One of the main features of Barry is the ability to control the charging modes of the Blackberry, as well as changing configuration modes on Pearl-like devices.
In order to achieve proper charging, udev is setup to run the bcharge program every time you plug in your Blackberry.
Recent kernels have a module called berry_charge, which does similar things from the kernel level. These two methods can conflict if both run at the same time.
Due to this conflict, the binary packages are setup to install a blacklist file under /etc/modprobe.d, which will disable berry_charge as long as you have the barry-util package installed.
If you are not using the binary packages, you can use the sample blacklist file that comes with the source tarball.
Recent kernels also have the ability to put the USB bus and its devices into suspend mode. Kernels included in Ubuntu 7.04 and Fedora 7 have this turned on by default.
When bcharge runs, it successfully changes the Blackberry to use 500mA (its normal power level for charging), but then the kernel puts the device into suspend mode. This can have various undefined effects, such as the charge icon disappearing on the device, or having your device lose its charge in an accelerated manner.
Bcharge attempts to work around this by writing to the
control files under /sys/class/usb_device/.../device/power/
to turn autosuspend off. Depending on your kernel version or kernel
config, these files may not be available, but in most cases at
least one of the needed files are there.
If you continue to experience trouble charging your Blackberry:
The Barry toolset performs all its actions through the /proc and/or /sysfs filesystems, using the libusb library. This requires that you have permissions to write to the USB device files setup by the kernel.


# [ABOUT THIS EXERCISE]
Nothing may be left out, so copy every entry exactly.

[Stored items]
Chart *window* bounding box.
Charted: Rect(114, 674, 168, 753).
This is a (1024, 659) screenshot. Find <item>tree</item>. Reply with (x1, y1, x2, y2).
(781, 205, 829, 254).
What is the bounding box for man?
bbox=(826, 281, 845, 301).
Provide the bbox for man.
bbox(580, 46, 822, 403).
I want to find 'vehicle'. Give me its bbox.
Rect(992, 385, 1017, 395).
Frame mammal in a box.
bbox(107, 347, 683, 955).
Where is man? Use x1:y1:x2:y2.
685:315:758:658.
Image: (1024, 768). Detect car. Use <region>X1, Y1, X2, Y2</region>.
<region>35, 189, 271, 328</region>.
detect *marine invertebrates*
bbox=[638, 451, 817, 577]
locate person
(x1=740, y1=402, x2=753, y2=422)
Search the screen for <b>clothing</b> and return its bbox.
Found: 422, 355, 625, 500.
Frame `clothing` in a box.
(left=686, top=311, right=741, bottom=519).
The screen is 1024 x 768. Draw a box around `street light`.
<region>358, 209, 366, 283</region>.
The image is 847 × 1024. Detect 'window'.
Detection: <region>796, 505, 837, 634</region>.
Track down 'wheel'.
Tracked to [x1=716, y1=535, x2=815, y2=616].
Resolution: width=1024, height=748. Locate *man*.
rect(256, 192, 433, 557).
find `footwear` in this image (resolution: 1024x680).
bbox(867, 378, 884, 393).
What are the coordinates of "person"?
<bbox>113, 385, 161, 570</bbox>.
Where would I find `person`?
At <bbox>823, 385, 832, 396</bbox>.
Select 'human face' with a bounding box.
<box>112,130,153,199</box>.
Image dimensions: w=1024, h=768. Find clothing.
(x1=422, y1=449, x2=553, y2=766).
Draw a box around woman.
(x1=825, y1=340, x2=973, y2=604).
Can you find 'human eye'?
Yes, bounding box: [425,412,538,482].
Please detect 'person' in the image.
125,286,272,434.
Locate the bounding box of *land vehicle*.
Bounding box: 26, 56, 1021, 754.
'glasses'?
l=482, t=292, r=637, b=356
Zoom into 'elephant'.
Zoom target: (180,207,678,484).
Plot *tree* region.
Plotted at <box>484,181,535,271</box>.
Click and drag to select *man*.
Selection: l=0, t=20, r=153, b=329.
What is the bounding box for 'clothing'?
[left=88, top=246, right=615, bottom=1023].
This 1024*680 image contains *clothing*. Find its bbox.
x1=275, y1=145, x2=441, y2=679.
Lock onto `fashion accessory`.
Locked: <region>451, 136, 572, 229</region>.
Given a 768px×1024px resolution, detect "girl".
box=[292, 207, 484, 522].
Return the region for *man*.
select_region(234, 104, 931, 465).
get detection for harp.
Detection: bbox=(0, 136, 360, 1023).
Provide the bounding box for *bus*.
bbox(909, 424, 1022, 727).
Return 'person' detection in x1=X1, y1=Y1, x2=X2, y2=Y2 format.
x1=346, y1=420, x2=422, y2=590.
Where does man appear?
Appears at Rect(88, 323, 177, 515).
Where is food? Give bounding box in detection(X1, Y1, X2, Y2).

# [WRITTEN ANSWER]
Chart *window* bounding box.
Charted: Rect(114, 674, 168, 753).
This is a (1024, 659) screenshot. Find <item>tree</item>. Reply with (x1, y1, x2, y2).
(781, 205, 829, 254).
What is the bounding box for man?
bbox=(826, 281, 845, 301).
Provide the bbox for man.
bbox(580, 46, 822, 403).
I want to find 'vehicle'. Give me its bbox.
Rect(992, 385, 1017, 395).
Frame mammal in a box.
bbox(107, 347, 683, 955).
Where is man? Use x1:y1:x2:y2.
685:315:758:658.
Image: (1024, 768). Detect car. Use <region>X1, Y1, X2, Y2</region>.
<region>35, 189, 271, 328</region>.
detect *marine invertebrates*
bbox=[638, 451, 817, 577]
locate person
(x1=740, y1=402, x2=753, y2=422)
Search the screen for <b>clothing</b> and return its bbox.
Found: 422, 355, 625, 500.
Frame `clothing` in a box.
(left=686, top=311, right=741, bottom=519).
The screen is 1024 x 768. Draw a box around `street light`.
<region>358, 209, 366, 283</region>.
The image is 847 × 1024. Detect 'window'.
Detection: <region>796, 505, 837, 634</region>.
Track down 'wheel'.
Tracked to [x1=716, y1=535, x2=815, y2=616].
Resolution: width=1024, height=748. Locate *man*.
rect(256, 192, 433, 557).
find `footwear` in this image (resolution: 1024x680).
bbox(867, 378, 884, 393).
What are the coordinates of "person"?
<bbox>113, 385, 161, 570</bbox>.
Where would I find `person`?
At <bbox>823, 385, 832, 396</bbox>.
Select 'human face' with a bounding box.
<box>112,130,153,199</box>.
Image dimensions: w=1024, h=768. Find clothing.
(x1=422, y1=449, x2=553, y2=766).
Draw a box around woman.
(x1=825, y1=340, x2=973, y2=604).
Can you find 'human eye'?
Yes, bounding box: [425,412,538,482].
Please detect 'person' in the image.
125,286,272,434.
Locate the bounding box of *land vehicle*.
Bounding box: 26, 56, 1021, 754.
'glasses'?
l=482, t=292, r=637, b=356
Zoom into 'elephant'.
Zoom target: (180,207,678,484).
Plot *tree* region.
Plotted at <box>484,181,535,271</box>.
Click and drag to select *man*.
Selection: l=0, t=20, r=153, b=329.
What is the bounding box for 'clothing'?
[left=88, top=246, right=615, bottom=1023].
This 1024*680 image contains *clothing*. Find its bbox.
x1=275, y1=145, x2=441, y2=679.
Lock onto `fashion accessory`.
Locked: <region>451, 136, 572, 229</region>.
Given a 768px×1024px resolution, detect "girl".
box=[292, 207, 484, 522].
Return the region for *man*.
select_region(234, 104, 931, 465).
get detection for harp.
Detection: bbox=(0, 136, 360, 1023).
Provide the bounding box for *bus*.
bbox(909, 424, 1022, 727).
Return 'person' detection in x1=X1, y1=Y1, x2=X2, y2=Y2 format.
x1=346, y1=420, x2=422, y2=590.
Where does man appear?
Appears at Rect(88, 323, 177, 515).
Where is food? Give bounding box in detection(X1, Y1, X2, Y2).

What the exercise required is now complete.